Blogger Jerry Bovino, a retired opthamologist, likened Aspen to a patient.
“Let's consider taking our child to a pediatrician for a growth and development consult,” Bovino blogged. “We want out child to stay healthy, keep their normal weight and grow with their years. Would any of us take our son or daughter to a Pediatrician who advocated a regimen of steroids to put on weight (infill legislation), vomiting (construction overload) and then starvation (Moratorium.) I don't think so! It just ain't healthy!”
Michael Conniff, in turn, was concerned by the paucity of ideas behind the original moratorium.
“Everybody loves Aspen—both developers and those who matriculate on the funky side of things,” Conniff blogged. “But the best the (Heart) T-shirt battalion could come up with was a slate of recycled ideas that included a six-month moratorium on building in historic districts; the elimination of the controversial “infill” provision in the city’s commercial core; special zoning for smaller lodges in town; a moratorium on hiring additional city employees for one year; and so on and so forth. One long-time resident even suggested the city of Aspen enter the retail business and lease space back to store owners who could cut their prices accordingly.”
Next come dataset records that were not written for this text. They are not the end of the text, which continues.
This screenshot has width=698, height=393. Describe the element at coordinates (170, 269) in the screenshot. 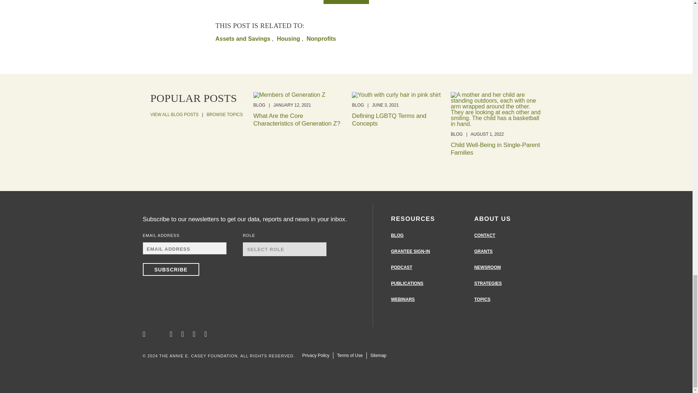

I see `Subscribe` at that location.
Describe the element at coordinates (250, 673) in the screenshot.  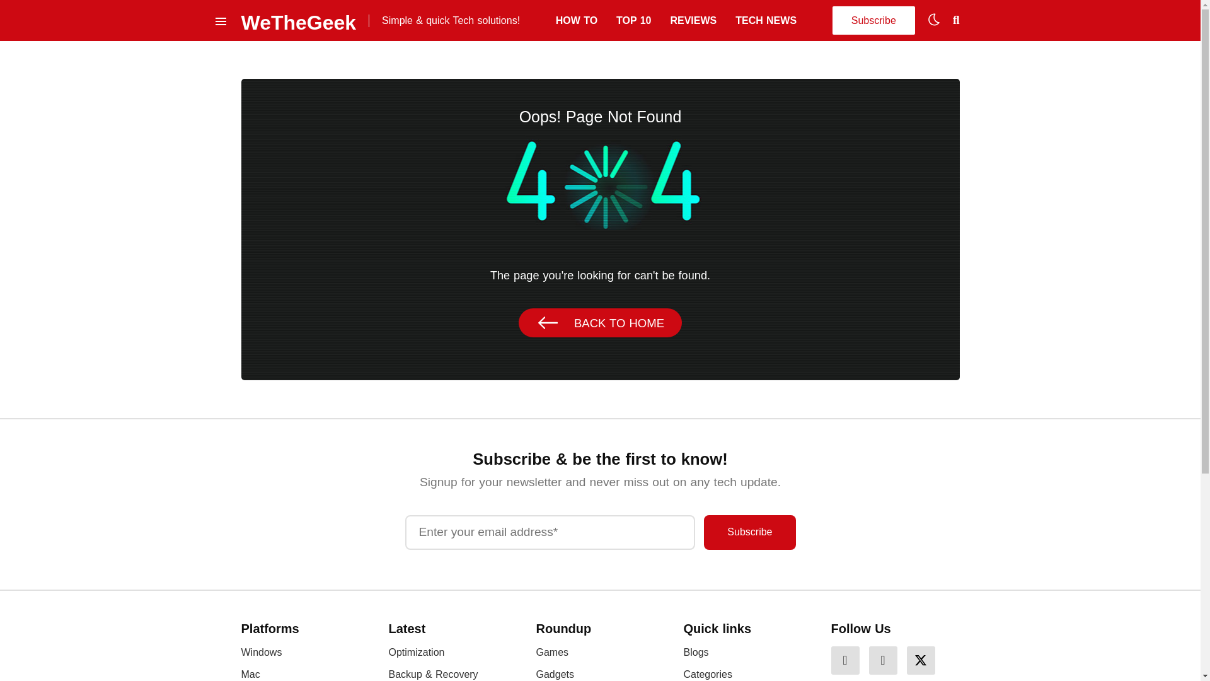
I see `Mac` at that location.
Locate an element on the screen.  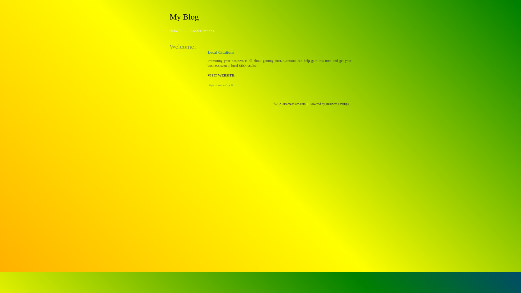
Local Citations is located at coordinates (202, 31).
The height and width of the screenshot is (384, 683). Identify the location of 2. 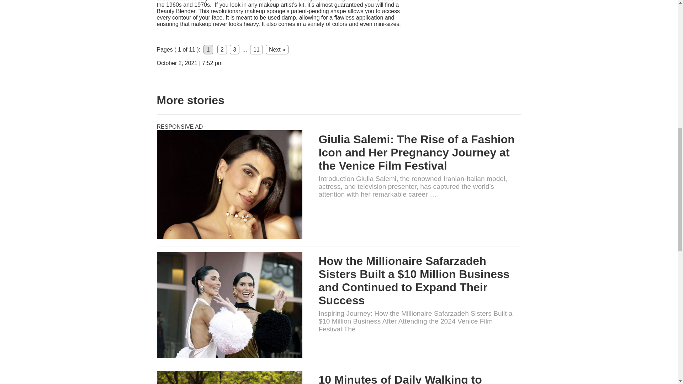
(222, 50).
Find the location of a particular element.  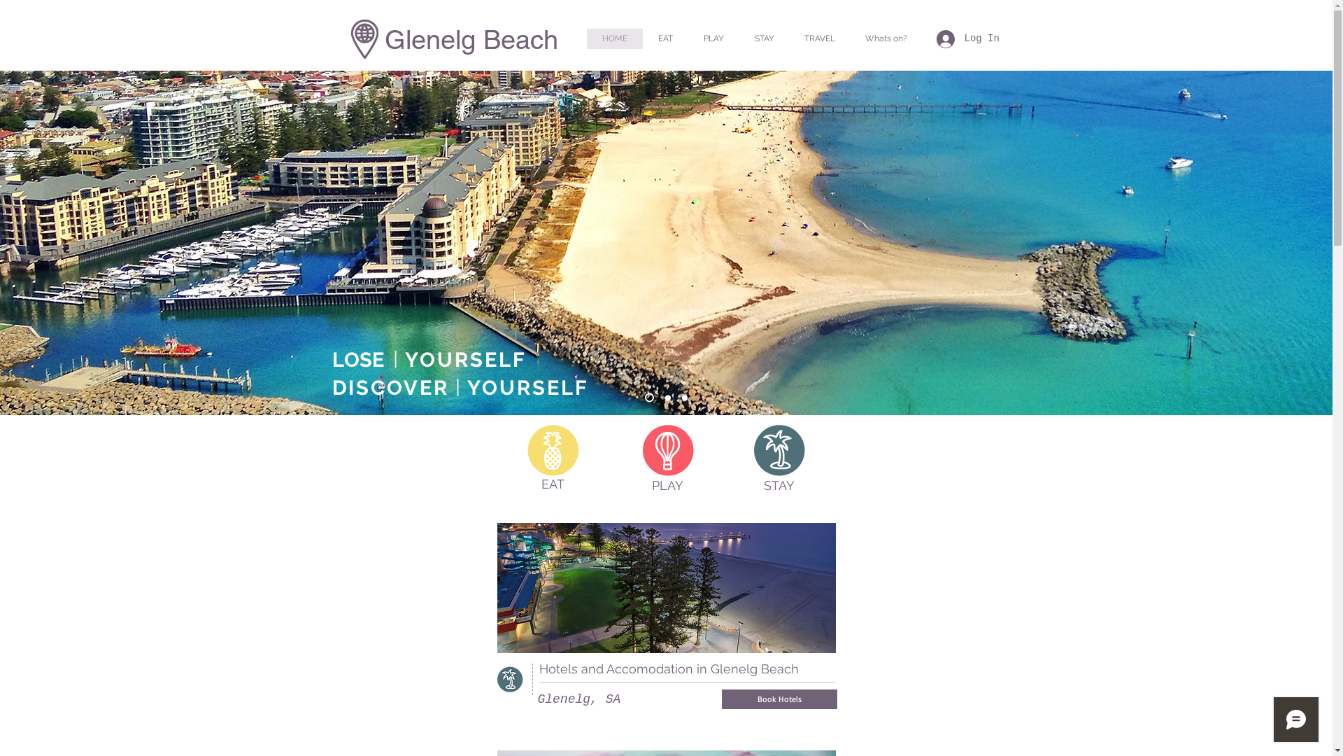

PLAY is located at coordinates (667, 486).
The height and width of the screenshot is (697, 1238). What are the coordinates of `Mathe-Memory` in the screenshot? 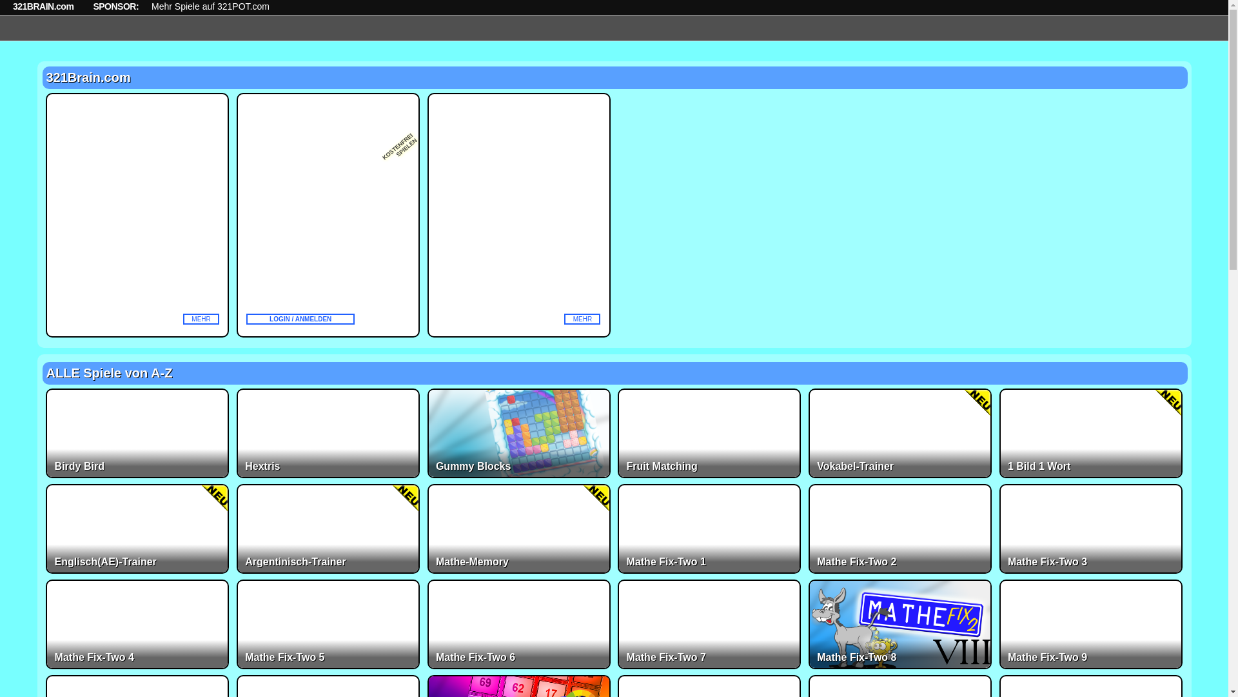 It's located at (519, 529).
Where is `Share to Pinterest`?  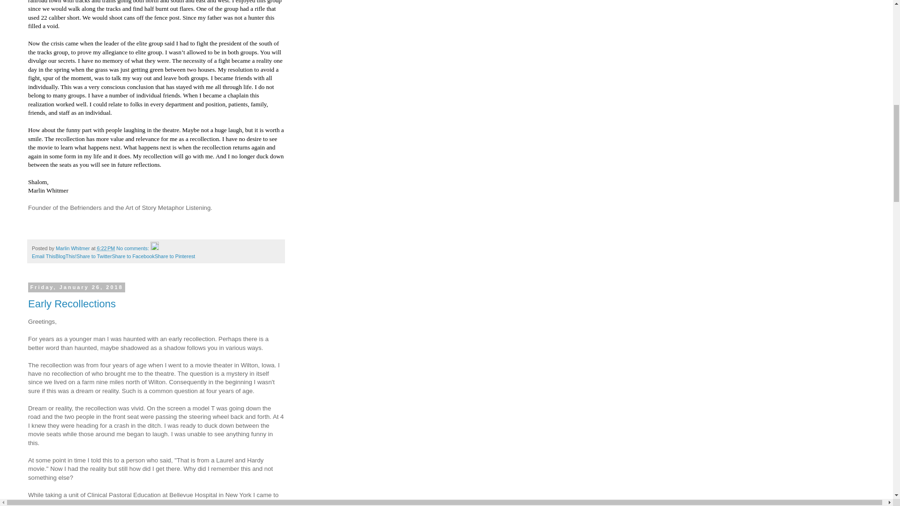 Share to Pinterest is located at coordinates (175, 256).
Entry Filed under: Real Estate, Aspen, Pitkin County

















1 Comment Add your own
1. alpha6 | August 28th, 2006 at 8:32 am
Great ideas that are emerging from our elected officials. They did little to make use to formulate change in policy during the first Moratorium and we are expected to believe that they will do the same during this second phase? And did the Moratorium do anything to stem the building and traffic that is taking place in Aspen? NO! And by continuing to keep a Moratorium in place you will create a rush of building once it is lifted leading to once again a flurry of activity causing congestion, etc, etc, etc.
Maybe it is time that the good people of Aspen take some time and really put good people in our elected positions and stop putting in these non-thinking, self serving, individuals that have no sight for the future and still cling to a past that long away passed away.
Leave a Comment
You must be logged in to post a comment.